Ten months into COVID-19 living, people are adapting to speaking from behind, and understanding others who are wearing, a cloth face mask, University of California, Davis, researchers suggest in a new study.
Researchers in the Department of Linguistics at UC Davis and University of Wisconsin, Milwaukee, investigated how well speech is understood from those speaking while wearing a cloth mask. Due to social distancing measures, speakers for the study consisted of individuals from the same household, who recorded sentences while face-masked and non-face-masked. The researchers tested how well a separate group of listeners, 63 individuals at UC Davis, could understand these productions. They found that masked speech was not more difficult to understand. And in some cases, understanding was improved.
“Strikingly, when speakers are instructed to ‘speak clearly’ while wearing a face-mask, their speech is even better understood by listeners (compared to when the speakers are unmasked),” said the study’s lead author, Michelle Cohn, a National Science Foundation postdoctoral fellow in linguistics at UC Davis.
“Results from the current study revealed that wearing a fabric face mask does not uniformly affect speech intelligibility across styles. … speakers are dynamically assessing listener difficulty and adapting their ‘clear’ speech accordingly,” she said.
The study, “Intelligibility of face-masked speech depends on speaking style: Comparing casual, clear, and emotional speech,” investigated the impact of wearing a fabric face mask on speech comprehension, an under-explored topic that can inform theories of speech production. It was published online in the journal Cognition in January.
Speakers, who were members of the same household, produced sentences in three speech styles (casual, clear, positive-emotional) while in both masked and unmasked conditions. Audio-recording equipment was mailed to their home.
In the experiment, researchers added background noise to a recording of a variety of sentences being spoken. The ambient noise made it more difficult to understand speakers, mimicking, for example, the circumstances at crowded supermarkets or in public, Cohn said.
These recordings were played to listeners who completed the experiment online. (Listeners were all native speakers of American English recruited from a UC Davis psychology pool.) Their task was to listen carefully to each sentence, and type the last word that they heard.
For example, after hearing the sentence: “Miss Brown might consider the coast,” the participant would type “coast” if they heard the word correctly, or perhaps “toast” if they heard it incorrectly. For “casual” and “smiled” speech, listeners were less able to identify words when the speakers were wearing a fabric face mask, compared to when they were not wearing one, researchers found.
The results showing that most people could, however, adapt their speaking and listening skills can be used to produce practical public recommendations for face-masked speech adaptations in everyday situations. By instructing talkers to “speak clearly” the disadvantages of face-masked speech in noisy conditions can be overcome, researchers said.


• **Task description**:
Which lines of the entries contain the word "MATRIX"? Please list them.

==== Dataset

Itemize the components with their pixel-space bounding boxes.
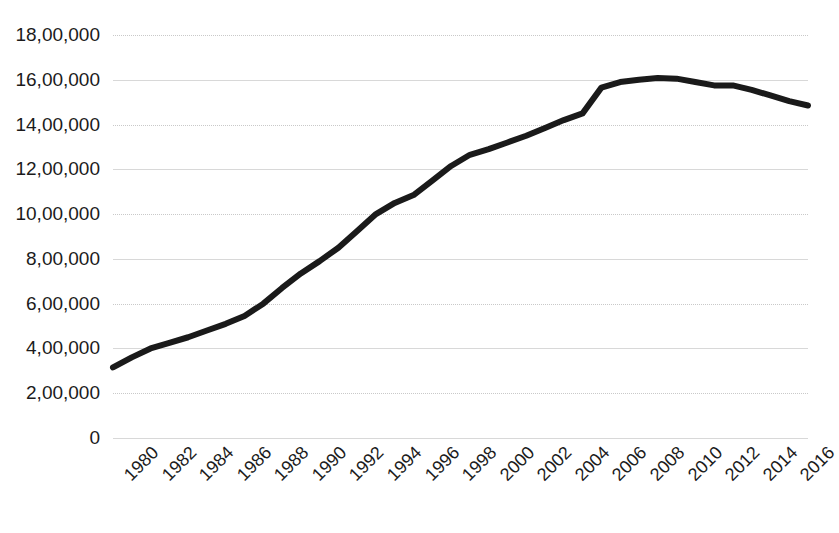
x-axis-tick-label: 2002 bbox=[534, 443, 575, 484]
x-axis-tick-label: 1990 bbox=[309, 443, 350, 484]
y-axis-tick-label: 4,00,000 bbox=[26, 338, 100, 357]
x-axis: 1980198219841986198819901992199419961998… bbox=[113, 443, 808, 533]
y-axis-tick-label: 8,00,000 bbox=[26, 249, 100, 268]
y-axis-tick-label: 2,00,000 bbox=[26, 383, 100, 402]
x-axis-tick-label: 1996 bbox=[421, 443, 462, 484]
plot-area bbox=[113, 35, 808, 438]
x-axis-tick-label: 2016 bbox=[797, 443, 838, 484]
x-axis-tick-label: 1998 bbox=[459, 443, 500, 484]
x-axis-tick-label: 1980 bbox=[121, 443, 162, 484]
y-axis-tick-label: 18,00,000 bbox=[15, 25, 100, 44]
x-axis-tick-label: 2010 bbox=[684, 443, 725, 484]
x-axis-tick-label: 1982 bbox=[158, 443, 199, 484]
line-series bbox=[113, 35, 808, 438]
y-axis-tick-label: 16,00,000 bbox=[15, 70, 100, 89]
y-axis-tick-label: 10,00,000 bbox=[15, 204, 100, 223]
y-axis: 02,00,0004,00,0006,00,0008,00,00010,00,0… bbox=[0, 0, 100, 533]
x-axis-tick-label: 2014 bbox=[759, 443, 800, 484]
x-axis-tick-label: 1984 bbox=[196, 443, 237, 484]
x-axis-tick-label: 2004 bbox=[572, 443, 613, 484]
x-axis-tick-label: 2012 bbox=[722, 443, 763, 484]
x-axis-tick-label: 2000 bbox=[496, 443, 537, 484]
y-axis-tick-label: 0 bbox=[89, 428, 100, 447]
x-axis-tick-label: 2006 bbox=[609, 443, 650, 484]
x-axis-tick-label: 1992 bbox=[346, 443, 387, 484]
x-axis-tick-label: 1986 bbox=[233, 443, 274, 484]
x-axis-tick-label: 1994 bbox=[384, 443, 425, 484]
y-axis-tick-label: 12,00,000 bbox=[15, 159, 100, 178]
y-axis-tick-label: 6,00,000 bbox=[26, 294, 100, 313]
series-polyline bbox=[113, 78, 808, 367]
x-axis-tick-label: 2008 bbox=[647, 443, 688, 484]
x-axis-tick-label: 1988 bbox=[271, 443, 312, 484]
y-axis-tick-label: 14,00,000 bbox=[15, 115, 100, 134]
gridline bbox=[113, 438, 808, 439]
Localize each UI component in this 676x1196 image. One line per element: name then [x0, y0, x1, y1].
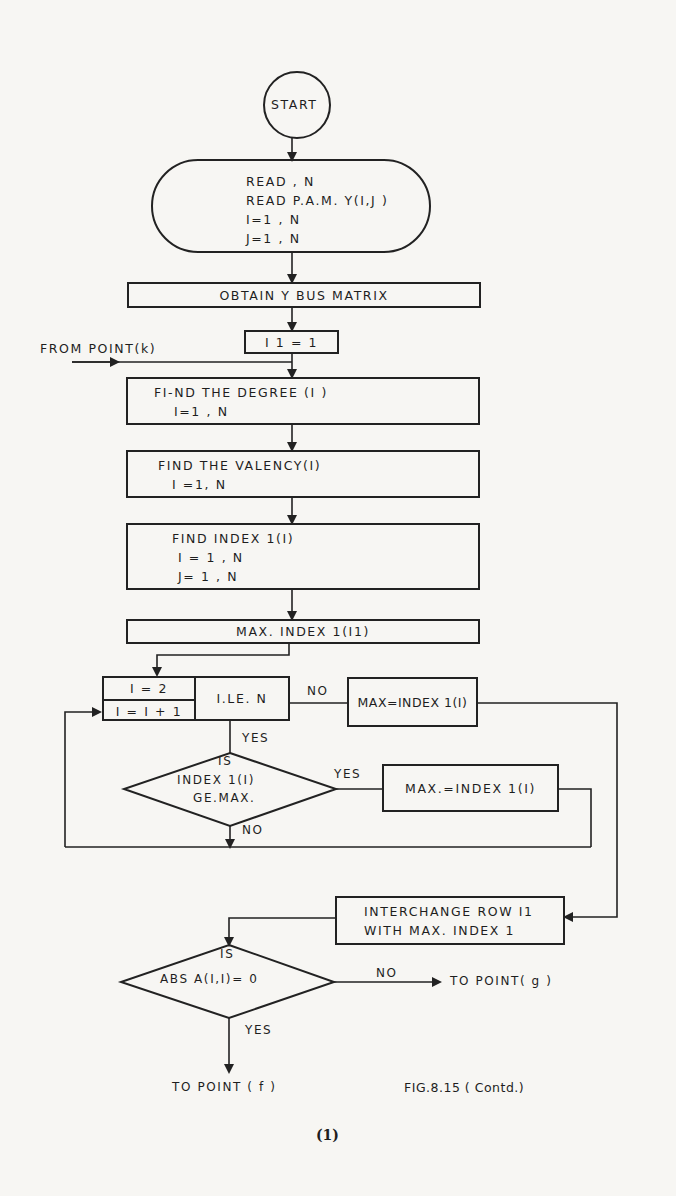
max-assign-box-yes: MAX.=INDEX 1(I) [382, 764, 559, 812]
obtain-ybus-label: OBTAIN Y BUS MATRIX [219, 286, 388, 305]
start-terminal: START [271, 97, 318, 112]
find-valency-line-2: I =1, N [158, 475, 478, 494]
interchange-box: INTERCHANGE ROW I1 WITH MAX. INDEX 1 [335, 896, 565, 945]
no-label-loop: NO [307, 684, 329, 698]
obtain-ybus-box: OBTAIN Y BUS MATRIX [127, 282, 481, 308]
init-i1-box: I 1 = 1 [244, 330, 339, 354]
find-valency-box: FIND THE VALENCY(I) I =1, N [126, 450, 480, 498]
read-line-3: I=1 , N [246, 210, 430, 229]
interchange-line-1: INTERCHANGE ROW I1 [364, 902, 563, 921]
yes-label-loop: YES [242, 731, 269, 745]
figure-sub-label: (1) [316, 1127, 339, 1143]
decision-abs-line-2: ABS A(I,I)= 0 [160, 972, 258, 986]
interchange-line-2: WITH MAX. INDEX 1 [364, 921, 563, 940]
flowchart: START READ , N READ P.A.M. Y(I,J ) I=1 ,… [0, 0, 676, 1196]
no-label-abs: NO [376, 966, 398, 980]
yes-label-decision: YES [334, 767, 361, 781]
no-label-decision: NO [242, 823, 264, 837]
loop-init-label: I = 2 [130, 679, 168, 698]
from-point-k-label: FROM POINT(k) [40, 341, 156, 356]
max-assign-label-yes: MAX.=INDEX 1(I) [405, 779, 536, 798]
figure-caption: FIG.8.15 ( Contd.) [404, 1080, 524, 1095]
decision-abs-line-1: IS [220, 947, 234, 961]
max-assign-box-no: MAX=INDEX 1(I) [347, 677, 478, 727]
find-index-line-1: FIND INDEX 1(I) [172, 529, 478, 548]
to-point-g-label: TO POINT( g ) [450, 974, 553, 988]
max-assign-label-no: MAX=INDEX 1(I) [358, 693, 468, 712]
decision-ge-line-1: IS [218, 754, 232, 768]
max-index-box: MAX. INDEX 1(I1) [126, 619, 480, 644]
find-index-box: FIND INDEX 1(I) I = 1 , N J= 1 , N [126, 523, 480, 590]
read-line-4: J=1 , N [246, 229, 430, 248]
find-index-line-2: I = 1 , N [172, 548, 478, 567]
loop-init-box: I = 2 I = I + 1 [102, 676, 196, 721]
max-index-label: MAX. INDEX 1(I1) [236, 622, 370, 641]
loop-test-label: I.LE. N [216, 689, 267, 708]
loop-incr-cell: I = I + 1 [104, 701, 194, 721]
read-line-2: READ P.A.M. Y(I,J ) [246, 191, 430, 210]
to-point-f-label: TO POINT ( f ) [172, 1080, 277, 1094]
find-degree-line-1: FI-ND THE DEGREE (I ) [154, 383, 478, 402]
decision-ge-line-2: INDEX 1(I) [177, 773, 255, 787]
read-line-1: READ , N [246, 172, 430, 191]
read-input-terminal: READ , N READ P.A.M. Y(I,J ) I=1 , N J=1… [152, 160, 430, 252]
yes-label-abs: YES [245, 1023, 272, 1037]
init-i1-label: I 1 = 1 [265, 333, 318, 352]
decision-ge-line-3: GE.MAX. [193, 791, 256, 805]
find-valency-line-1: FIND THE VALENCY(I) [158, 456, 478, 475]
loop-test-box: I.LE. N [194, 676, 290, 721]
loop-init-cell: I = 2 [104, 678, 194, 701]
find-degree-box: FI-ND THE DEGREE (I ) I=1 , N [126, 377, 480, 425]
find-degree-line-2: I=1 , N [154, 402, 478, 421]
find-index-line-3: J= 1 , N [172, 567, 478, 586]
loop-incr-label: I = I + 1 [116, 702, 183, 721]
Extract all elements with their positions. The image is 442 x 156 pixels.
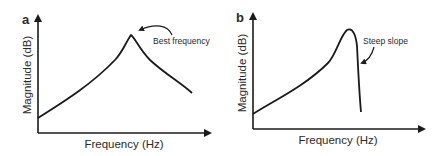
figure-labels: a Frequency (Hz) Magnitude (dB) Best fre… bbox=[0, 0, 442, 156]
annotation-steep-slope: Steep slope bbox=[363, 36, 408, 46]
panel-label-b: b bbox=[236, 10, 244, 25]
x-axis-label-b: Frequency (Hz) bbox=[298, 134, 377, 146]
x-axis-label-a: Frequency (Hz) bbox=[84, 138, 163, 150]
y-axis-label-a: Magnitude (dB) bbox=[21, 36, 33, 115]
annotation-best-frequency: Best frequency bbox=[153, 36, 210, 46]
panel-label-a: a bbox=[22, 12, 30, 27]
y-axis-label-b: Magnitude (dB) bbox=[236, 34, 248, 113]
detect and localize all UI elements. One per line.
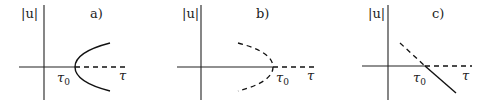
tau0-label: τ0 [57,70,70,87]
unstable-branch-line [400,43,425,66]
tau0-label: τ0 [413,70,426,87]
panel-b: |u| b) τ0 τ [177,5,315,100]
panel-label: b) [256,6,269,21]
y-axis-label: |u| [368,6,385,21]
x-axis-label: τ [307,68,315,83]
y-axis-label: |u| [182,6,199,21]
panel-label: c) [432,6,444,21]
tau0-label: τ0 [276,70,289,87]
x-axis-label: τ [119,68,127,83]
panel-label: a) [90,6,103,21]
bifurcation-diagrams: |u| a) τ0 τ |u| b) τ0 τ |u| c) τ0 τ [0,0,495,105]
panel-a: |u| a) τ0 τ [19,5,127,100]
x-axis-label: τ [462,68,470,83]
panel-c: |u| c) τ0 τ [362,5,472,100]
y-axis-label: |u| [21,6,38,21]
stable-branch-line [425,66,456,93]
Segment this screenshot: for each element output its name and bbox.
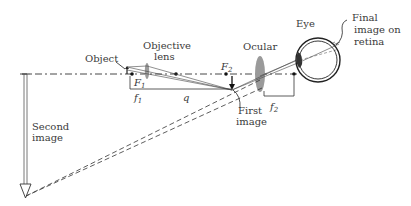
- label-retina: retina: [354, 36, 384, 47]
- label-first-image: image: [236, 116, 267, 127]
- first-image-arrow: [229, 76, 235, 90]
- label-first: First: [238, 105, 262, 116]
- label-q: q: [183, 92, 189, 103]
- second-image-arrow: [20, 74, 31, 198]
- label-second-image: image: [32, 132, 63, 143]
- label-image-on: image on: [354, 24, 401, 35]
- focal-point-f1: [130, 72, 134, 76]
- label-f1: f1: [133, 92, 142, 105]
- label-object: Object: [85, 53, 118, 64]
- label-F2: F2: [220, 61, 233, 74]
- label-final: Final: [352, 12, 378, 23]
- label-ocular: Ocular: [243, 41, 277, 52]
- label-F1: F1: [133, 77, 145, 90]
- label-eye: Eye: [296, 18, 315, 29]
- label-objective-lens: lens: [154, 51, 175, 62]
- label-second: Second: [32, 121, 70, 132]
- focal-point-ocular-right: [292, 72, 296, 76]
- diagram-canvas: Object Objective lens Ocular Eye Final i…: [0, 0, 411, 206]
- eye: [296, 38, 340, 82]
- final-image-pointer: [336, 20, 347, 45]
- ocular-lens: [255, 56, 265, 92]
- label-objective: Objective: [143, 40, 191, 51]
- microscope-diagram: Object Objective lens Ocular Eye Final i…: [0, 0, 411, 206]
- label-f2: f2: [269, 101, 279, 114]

========

• **Exercise response**:
obtain-ybus-label: OBTAIN Y BUS MATRIX [219, 286, 388, 305]
obtain-ybus-box: OBTAIN Y BUS MATRIX [127, 282, 481, 308]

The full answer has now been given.